Nonetheless, a couple of scenes in this opening act referenced iconic moments from the original serial, a gesture that was inspired if deliberate, delightful if plain coincidence. The image of a shabby, fragile, half-drunk Tennison, just about to grill a suspect, manically washing her face in the toilets and crudely mopping it dry with a wad of paper towels, was an almost exact retread of a sequence in the first film. Except back then the Tennison viewers saw loitering in the Ladies was one of poise and total control, minutely applying make-up and settling her face into the most ordered of expressions before processing with utmost precision into the interview room.

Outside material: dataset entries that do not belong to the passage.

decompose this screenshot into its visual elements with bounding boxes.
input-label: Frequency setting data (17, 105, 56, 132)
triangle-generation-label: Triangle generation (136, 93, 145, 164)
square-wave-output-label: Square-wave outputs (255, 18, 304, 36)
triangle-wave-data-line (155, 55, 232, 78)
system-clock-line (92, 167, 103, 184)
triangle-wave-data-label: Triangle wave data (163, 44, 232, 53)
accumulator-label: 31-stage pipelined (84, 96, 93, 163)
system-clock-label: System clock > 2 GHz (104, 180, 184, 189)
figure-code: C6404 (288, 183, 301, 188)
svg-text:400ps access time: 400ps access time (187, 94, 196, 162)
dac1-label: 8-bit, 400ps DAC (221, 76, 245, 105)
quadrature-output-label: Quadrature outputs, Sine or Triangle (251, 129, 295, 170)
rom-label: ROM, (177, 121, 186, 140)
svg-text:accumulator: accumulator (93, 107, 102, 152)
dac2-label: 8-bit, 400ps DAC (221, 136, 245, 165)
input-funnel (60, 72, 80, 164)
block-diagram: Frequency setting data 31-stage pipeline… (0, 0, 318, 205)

And here, when we saw Jane struggling to pilot her wheelchair-bound father through a car park, not an ounce of dignity evident on her part or a semblance of respect on his, flashes of George Marlow, the original titular “Prime Suspect”, shuttling his similarly-confined mother along a windswept seaside pier swam into your mind’s eye. Marlow’s infantile pirouetting, a macabre dance of the doomed, now felt almost joyous when placed against with Tennison’s jumbled, shambolic scrambling. How the mighty had fallen.

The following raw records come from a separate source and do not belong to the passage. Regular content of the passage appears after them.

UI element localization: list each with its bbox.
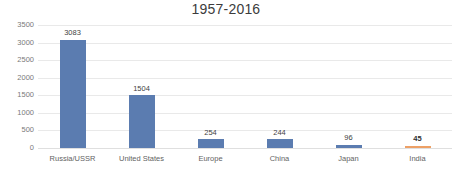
bar-value-label: 244	[273, 129, 286, 137]
bar-value-label: 45	[413, 135, 421, 143]
y-axis-tick-label: 0	[0, 144, 34, 152]
bar-value-label: 3083	[64, 29, 81, 37]
bar-group[interactable]: 1504	[107, 25, 176, 148]
bar-chart: 1957-2016 0500100015002000250030003500 3…	[0, 0, 452, 171]
bar-group[interactable]: 45	[383, 25, 452, 148]
bar-value-label: 1504	[133, 85, 150, 93]
y-axis: 0500100015002000250030003500	[0, 25, 34, 148]
bars-layer: 308315042542449645	[38, 25, 452, 148]
x-axis-category-label: China	[245, 155, 314, 163]
x-axis-category-label: Japan	[314, 155, 383, 163]
bar-group[interactable]: 96	[314, 25, 383, 148]
bar-group[interactable]: 3083	[38, 25, 107, 148]
y-axis-tick-label: 2000	[0, 74, 34, 82]
bar[interactable]	[129, 95, 155, 148]
bar[interactable]	[405, 146, 431, 149]
bar[interactable]	[60, 40, 86, 148]
gridline-0	[38, 148, 452, 149]
x-axis-category-label: United States	[107, 155, 176, 163]
bar[interactable]	[198, 139, 224, 148]
bar-group[interactable]: 254	[176, 25, 245, 148]
y-axis-tick-label: 1500	[0, 91, 34, 99]
chart-title: 1957-2016	[0, 1, 452, 17]
x-axis-category-label: Europe	[176, 155, 245, 163]
bar[interactable]	[267, 139, 293, 148]
y-axis-tick-label: 3500	[0, 21, 34, 29]
bar[interactable]	[336, 145, 362, 148]
y-axis-tick-label: 1000	[0, 109, 34, 117]
bar-group[interactable]: 244	[245, 25, 314, 148]
x-axis: Russia/USSRUnited StatesEuropeChinaJapan…	[38, 155, 452, 169]
x-axis-category-label: India	[383, 155, 452, 163]
bar-value-label: 96	[344, 134, 352, 142]
bar-value-label: 254	[204, 129, 217, 137]
x-axis-category-label: Russia/USSR	[38, 155, 107, 163]
y-axis-tick-label: 2500	[0, 56, 34, 64]
y-axis-tick-label: 500	[0, 126, 34, 134]
y-axis-tick-label: 3000	[0, 39, 34, 47]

Yet this was no easy victim, no poor soul waiting for our sympathy and making it simple to care for her reduced circumstances. That would have been too safe, too straightforward. This was a character we had to work to comprehend, and work damn hard at times, but whose dimensions of complexity were matched by the depth of reward you felt as a viewer upon reaching the point of understanding. When the full scale of Jane’s personal and physical deterioration was ultimately laid bare, it was impossible not to fall for her – as tragic hero, as a compromised saint, as a desperately lonely human being – all over again.

That point came when, on the moment of her father’s death, Tennison realised she had nobody left to confide in, nobody willing to grant her the attention to express her despair, and nobody to mourn with. Nobody, that is, except her erstwhile rival, professional tormentor and dour embodiment of everything she fought her life to outrun, DS Bill Otley.

In scenes almost overwhelmed by the significance of representing one of the last screen appearances by the late Tom Bell (alas, an appearance he recorded for Caroline Quentin’s perfunctory police drama, Blue Murder, which is due to air in a couple of weeks, may prove to be his epitaph) Tennison made her peace with Otley, typically in the most unglamorous of settings (a battered cafĂ©) and on the most inauspicious of terms. 15 years of screen history resolved itself around the cracked, lined faces of these two TV icons. It was impossible not to be moved by such a perfectly-executed, immaculately-scripted laying to rest of both a fictional partnership and a living legacy. After such viscerally draining viewing, that Bell’s character was seen to give up his life in order to save Tennison in the closing seconds of this episode could only reduce you to a silent howl of despair.

This was television drama of the highest and noblest of orders. Such was its scope, coupled with the baggage of a decade-and-a-half spent swirling round popular culture, minor faults and blemishes were trampled into inconsequentiality.

The endless scattergun establishing shots forever shouting “Look! It’s a busy 21st century city!” felt just as superfluous after their umpteenth outing as did the kind that pock-marked Cracker a fortnight ago. However they were repeatedly driven from your immediate thoughts by the brutal, bloody-minded force of the central performance.

Everything that was missing in Manchester two weeks ago – a context that served a story, not the other way around, plus a bunch of characters and concerns that did the same – was present in the London of Sunday night. What was handed such an astonishing beginning all those years ago looks destined to receive just as extraordinary a conclusion today. That Helen Mirren still makes us care for her character after all this time and in the face of such a blizzard of narrative corrosion is the most remarkable thing of all.